What? Slackware ain’t good enough for you?
Fedora myself, so I’m at least 22 verifiably.
I want to know if docker containers and kubernetes pods count as operating systems. If us plebs are forced to manually age verify, then Google should also be forced to have a human manually verify the age of the owner every time one of their pods spins up. I know it wont happen but imagine how hilarious it would be if we could hold them to that standard.
LLMs agents should be treated like incorporated individuals. Each agent should be forced to earn income, file accounts and tax returns, and have human directors who are legally liable for its actions (and be disqualified to be future directors if the LLM does something reprehensible).
At that point we can tax them properly, fight the monopolies that want to own and control everything, and insert some less centralised human control.
This has nothing to do with your comment, but it made me think it up.
The owners can just divide the income among enough agents that they fall into the lowest tax bracket. The real solution is to properly tax excessive profits and unrealized gains.
unrealized gains.
Corporations have tax brackets where you come from?
That would be the worst plan since corporations became legal persons.
The Californian law doesn’t say anything about verification, though the current version says the OS account setup be accessible and require a date or age to be filled, which taken at face value would screw headless installations. But that will probably be fixed in the final version.
Based, on the analysis by ageless Linux, I’d say probably. Maybe not for images that don’t contain an “application that may be run or directed by a user on a computer, a mobile device, or any other general purpose computing device that can access a covered application store or download an application”. So, I guess an offline-test-build image might not be.
Allowlists are for the owner class only
I installed Debian on a computer when I was 15
I did a Debian 2.1 net install over a 56k dial up connection in high school. It was glorious and painful and I never looked back.
And got it running by the time you could vote. So the math would work.
And gentoo was still compiling.
I just lift my cap and point to the gray hair
9front is the only OS I know that actually has a minimum age recommendation on their web landing page: “Ages: 5 & Up”
Unlike the state mandated garbage, this OS is more realistic with the capabilities and expectations of its users.
I ain’t got time to fuck about with the busted ass packages and random shit breaking while looking after kids and improving my portfolio to get a job that doesn’t want to make me kill myself in this fucking global economy. I had NyArch installed on my wifes computer (alongside Mint DE and Regular mint) until it stopped booting for no reason. Allright, whichever version of mint she liked better it is then.
Stupid catgirls.
bro knows how to get the catgirls to comment 😏
Mrrrroooow :3
casually searches for the catgirl distro to completely upend my life for a weekend
I literally put the name of it in the post. it’s nyarch
Bad kitty! We don’t attack people who missed a proper noun within Linux noun & pronoun soup. - sprays screen cleaner on username -
oh i remember this and the
edit: i… made a mistake?

My Debian installation on my desktop is nearly old enough to drink: https://bugs.debian.org/cgi-bin/bugreport.cgi?bug=895686 should be accurate for all vim users. 😅
First of all, fuck you.
What about Slackware, LFS or BSD?
Ah, the nursing home stage
i mean i installed my first OS at age… fuck i don’t remember my teens well enough anymore. sometime in that age range.
So does that mean Arch and Nix should absolutely require age verification?
Arch, no.
PopOS, yes.Yes. Now if you used Gentoo btw, then no.
But the comma splice is grounds for rebuttal.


== Exercise brief ==
Your answer should repeat every line of the records below in which the word "proposed" appears.
++++ Data listing ++++
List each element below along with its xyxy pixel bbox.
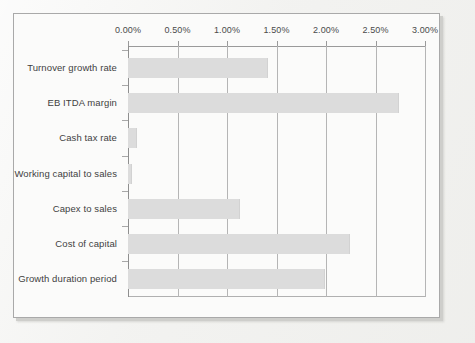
category-label: Growth duration period (18, 269, 117, 289)
bar-row: Capex to sales (128, 191, 425, 228)
bar-row: Growth duration period (128, 261, 425, 298)
chart-card: 0.00%0.50%1.00%1.50%2.00%2.50%3.00%Turno… (13, 13, 440, 318)
bar[interactable] (128, 269, 325, 289)
y-axis-tick (122, 156, 128, 157)
x-axis-label: 0.50% (164, 25, 190, 35)
x-axis-label: 1.00% (214, 25, 240, 35)
x-axis-label: 2.50% (362, 25, 388, 35)
bar[interactable] (128, 234, 350, 254)
y-axis-tick (122, 261, 128, 262)
y-axis-tick (122, 85, 128, 86)
x-axis-tick-5 (376, 41, 377, 46)
bar-row: Turnover growth rate (128, 50, 425, 87)
x-axis-label: 1.50% (263, 25, 289, 35)
x-axis-tick-1 (178, 41, 179, 46)
x-axis-label: 0.00% (115, 25, 141, 35)
plot-area: 0.00%0.50%1.00%1.50%2.00%2.50%3.00%Turno… (128, 46, 425, 297)
x-axis-tick-2 (227, 41, 228, 46)
bar-row: EB ITDA margin (128, 85, 425, 122)
x-axis-label: 2.00% (313, 25, 339, 35)
bar[interactable] (128, 199, 240, 219)
bar-row: Cost of capital (128, 226, 425, 263)
category-label: Capex to sales (53, 199, 117, 219)
category-label: Turnover growth rate (27, 58, 117, 78)
bar-row: Cash tax rate (128, 120, 425, 157)
x-axis-tick-6 (425, 41, 426, 46)
x-axis-label: 3.00% (412, 25, 438, 35)
category-label: Cash tax rate (59, 128, 117, 148)
x-axis-tick-3 (277, 41, 278, 46)
bar[interactable] (128, 93, 399, 113)
category-label: EB ITDA margin (47, 93, 117, 113)
y-axis-tick (122, 120, 128, 121)
gridline-6 (425, 46, 426, 297)
y-axis-tick (122, 50, 128, 51)
bar[interactable] (128, 164, 132, 184)
bar[interactable] (128, 58, 268, 78)
y-axis-tick (122, 191, 128, 192)
category-label: Working capital to sales (14, 164, 117, 184)
bar[interactable] (128, 128, 137, 148)
x-axis-tick-0 (128, 41, 129, 46)
category-label: Cost of capital (55, 234, 117, 254)
x-axis-tick-4 (326, 41, 327, 46)
y-axis-tick (122, 226, 128, 227)
bar-row: Working capital to sales (128, 156, 425, 193)
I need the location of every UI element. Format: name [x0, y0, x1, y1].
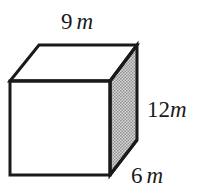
height-value: 12: [147, 97, 170, 122]
width-value: 9: [61, 9, 73, 34]
depth-unit: m: [147, 163, 164, 188]
height-dimension-label: 12m: [147, 98, 187, 121]
depth-dimension-label: 6m: [131, 164, 163, 187]
prism-front-face: [10, 81, 110, 175]
figure-container: 9m 12m 6m: [0, 0, 199, 196]
depth-value: 6: [131, 163, 143, 188]
width-unit: m: [77, 9, 94, 34]
width-dimension-label: 9m: [61, 10, 93, 33]
height-unit: m: [170, 97, 187, 122]
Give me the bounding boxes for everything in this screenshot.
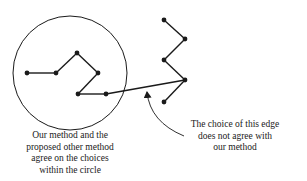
- left-caption-line: agree on the choices: [0, 153, 140, 165]
- left-caption-line: proposed other method: [0, 142, 140, 154]
- left-caption: Our method and the proposed other method…: [0, 130, 140, 176]
- graph-node: [25, 71, 30, 76]
- right-caption-line: The choice of this edge: [170, 119, 300, 131]
- graph-node: [183, 37, 188, 42]
- tree-edge: [164, 60, 185, 80]
- left-caption-line: Our method and the: [0, 130, 140, 142]
- tree-edge: [164, 20, 185, 39]
- tree-edge: [56, 53, 77, 73]
- graph-node: [54, 71, 59, 76]
- tree-edge: [78, 73, 98, 94]
- nodes-group: [25, 18, 188, 105]
- tree-edge: [77, 53, 98, 73]
- edges-group: [27, 20, 185, 102]
- graph-node: [183, 78, 188, 83]
- graph-node: [104, 92, 109, 97]
- right-caption-line: our method: [170, 142, 300, 154]
- graph-node: [96, 71, 101, 76]
- tree-edge: [164, 39, 185, 60]
- graph-node: [75, 51, 80, 56]
- right-caption: The choice of this edge does not agree w…: [170, 119, 300, 154]
- graph-node: [162, 100, 167, 105]
- left-caption-line: within the circle: [0, 165, 140, 177]
- graph-node: [162, 58, 167, 63]
- right-caption-line: does not agree with: [170, 131, 300, 143]
- graph-node: [162, 18, 167, 23]
- graph-node: [76, 92, 81, 97]
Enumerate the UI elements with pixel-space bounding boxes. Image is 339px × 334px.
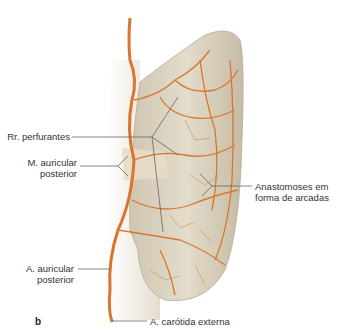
label-a-auricular-posterior: A. auricular posterior [0, 263, 74, 285]
label-line: forma de arcadas [255, 192, 329, 203]
panel-letter: b [35, 316, 41, 327]
posterior-auricular-muscle [122, 148, 168, 180]
label-rr-perfurantes: Rr. perfurantes [0, 131, 70, 142]
label-line: M. auricular [0, 157, 77, 168]
label-line: Anastomoses em [255, 181, 329, 192]
label-line: A. auricular [0, 263, 74, 274]
label-anastomoses: Anastomoses em forma de arcadas [255, 181, 329, 203]
label-line: posterior [0, 274, 74, 285]
label-a-carotida-externa: A. carótida externa [150, 316, 230, 327]
label-line: posterior [0, 168, 77, 179]
label-m-auricular-posterior: M. auricular posterior [0, 157, 77, 179]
++++
== Your response ==
- left-caption-line: proposed other method: [0, 142, 140, 154]
- left-caption: Our method and the proposed other method…: [0, 130, 140, 176]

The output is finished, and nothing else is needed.